Polls, polls, everywhere polls

The polls were wrong. Hillary beat Barack. And pundits everywhere are egg-faced today.

There's a lot of discussion today about why, exactly, the polls were wrong, but there's very little discussion about why that should matter.

It shouldn't.

I understand why campaigns use polls. They want to know what voters care about and how best to calibrate their messages. And if the media used polling to do something similar -- figure out what the heck voters care about and calibrate their coverage accordingly, well good. I suspect that happens to an extent.
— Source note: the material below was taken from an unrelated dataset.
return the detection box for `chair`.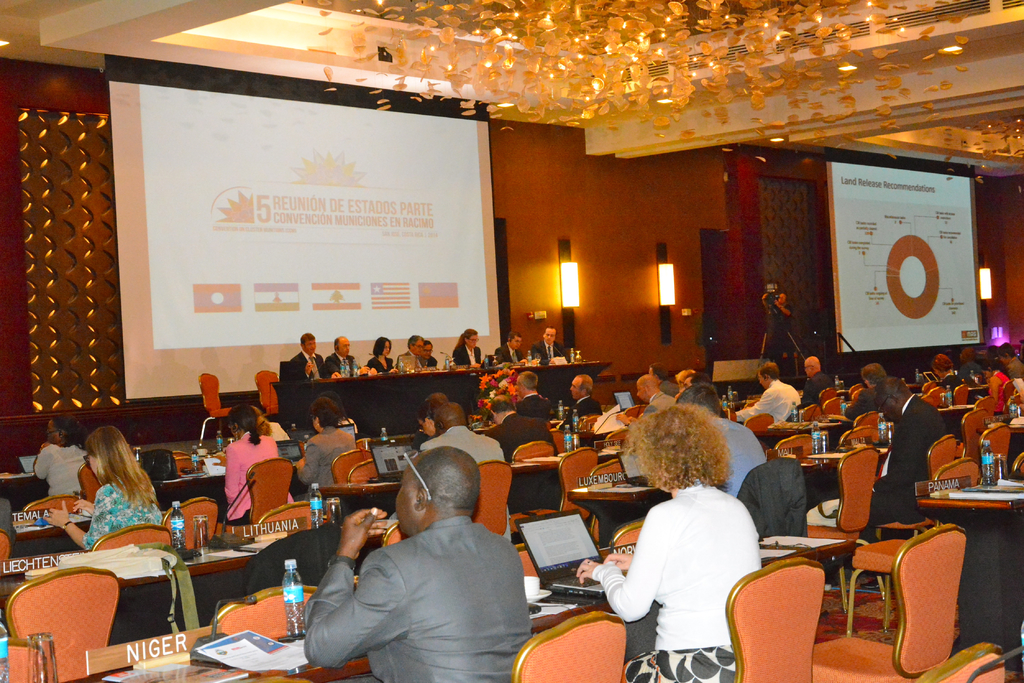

But polling about support for candidates seems to add a lot of noise and little of substance to the national discussion. Who is up? Who is down? It contributes to all of that horserace coverage that detracts from looking at what the candidacies are all about.

I know: Horse races are fun. I'm not suggesting a ban on these kinds of polls in the media -- not going to happen anyway -- but reflecting on their outsize roll in steering our elections.

I guess the jury's out on whether there's a "bandwagon effect" from polling, but it's clear there's some kind of effect. Otherwise, why would the Clinton campaign rebut the final Des Moines Register poll before the Iowa caucus? For the same reason that networks try not to call election winners before voting places close; because an early announcement of numbers is believed to affect the actions of people who haven't decided, or haven't yet voted.

None of this is going to change. And candidates who talk dismissively about the polls are (usually rightly) seen as being a bit sour-grapish. But that doesn't mean they're wrong.